Matthew 3:1-12
Matthew 3.1-12
Between the end of Matthew 2 and the beginning of Matthew 3 thirty years transpire. Matthew gives us important themes in this introduction featuring John the Baptist. These themes will be repeated from time to time during the whole story that Matthew shares. The first theme is that of repentance. Repentance is more that remorse over evil done; it is even more than a change of mind about the nature of right and wrong. Repentance is a call to abandon rebellion against God and return to the covenant-obedience as one of God’s people. Feeling guilty and saying a half-hearted or even a heart felt “Sorry” is not repentance.
The repentance John calls for is expressed as “fruit’ as he responds to the Pharisees and Sadducees. Verse 7 is translated into English that they came “for baptism”. This misses the mark, it is better understood they came “to baptism”. This was not a group of sincere individuals returning to God, rather a delegation of the authorities coming to see whom this character was and if he represented a threat to their power structure. John welcomes them with the designation of “brood of vipers”. Sounding archaic we may not recognized the insulting nature of John’s verbal volley. Vipers were unclean animals, they were a deadly threat and they would have been associated with the tempter in the garden. To call someone a child of a viper would be at least as insulting as calling him a son of a bitch. Their destruction is at hand and John tells them the way out in verse 8. This theme of “fruit” is another theme that will be repeated often in Matthew. For John, Jesus-and indeed in the whole New Testament-the life of a disciple is not one of outward rituals and forms, but of a life that produces godliness in behavior and character.
The third theme that John presents that will weave its way through the whole book is “The Kingdom of Heaven”. Matthew uses this phrase more often than the other Gospel writers, while Mark and Luke use “Kingdom of God”. The Kingdom of Heaven is the realm where the King of Heaven rules and now that Heavenly Kingdom has come. Our English doesn’t adequately express the near proximity with the translation “is at hand”. The time of decision has come. If there was ever a time of neutrality that time has passed because the King of Heaven has brought His rule and is now here.

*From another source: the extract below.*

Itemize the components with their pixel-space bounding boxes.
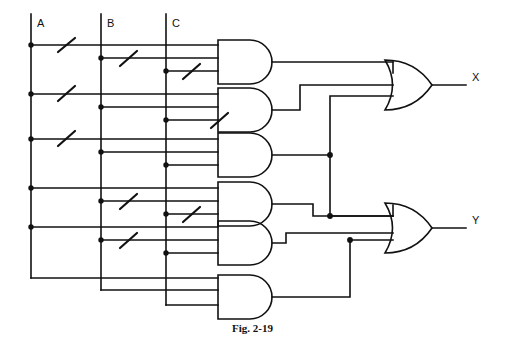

Each day the Kingdom of God comes on earth as we submit by repentance and obedience to His rule. That submission is evidenced by the fruit of our lives and marks the choice we make either to be followers of Christ or to be a bunch of sons of vipers.
“Father, flood over me with Your Holy Spirit’s conviction of any place where I have not repented and committed myself to loving obedience to you. In the Name of my Lord Jesus, Amen.”